Separate from how the USBC has handled this situation and others like it (that would be poorly, and heavy-handed), the issue with durometer testing of softness has an issue that is separate from Storm or the USBC or anyone else: When the equipment used to make these multi-million-dollar decisions cannot itself be calibrated to show the same results every time in every application, you have to devise a new test, or throw that standard out, or give a very wide range of acceptable results.
The USBC tests balls for approval at 500 sanded. The easiest thing would be to require ALL balls, even those spot-checked, to be taken to 500 and then tested so as to remove that variable. Otherwise, you can develop a two-stage testing solution where the ball has to test at 73 when at 500 sanded but is allowed a wider (3-4) variance in the durometer to allow for polishing.
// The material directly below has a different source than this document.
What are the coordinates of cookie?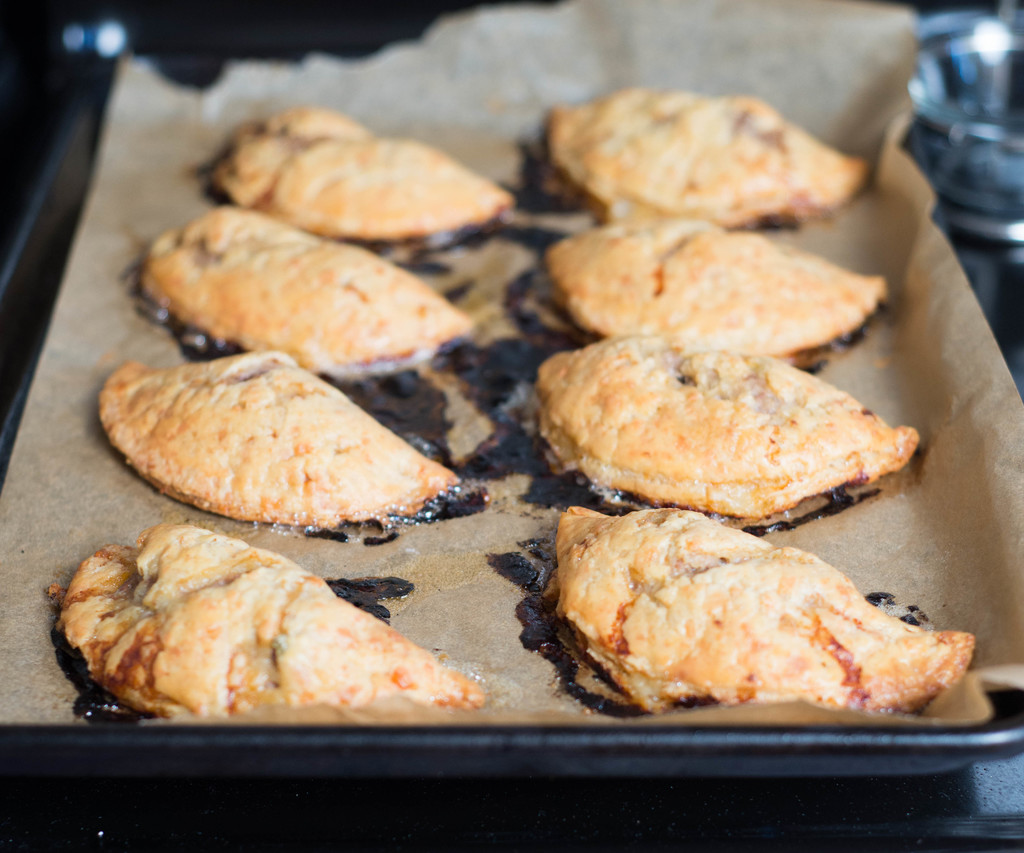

If you won't do that, then the entire standard has to be moved up to a higher number so that polished equipment doesn't punch below 73 -- but that's a legislative issue for the USBC and would have to be voted upon at some future date.
What the USBC chose to do was do a spot check on equipment under different circumstances than other tests that showed the balls to be in compliance, and that is wrong. There were so many other ways to handle this that would have been fairer to the bowlers and the company both, but the USBC didn't take those routes. I'm also disappointed to see some people standing up for the USBC, right or wrong. An organization that can't operate with fairness, logic and transparency is not worthy of our support.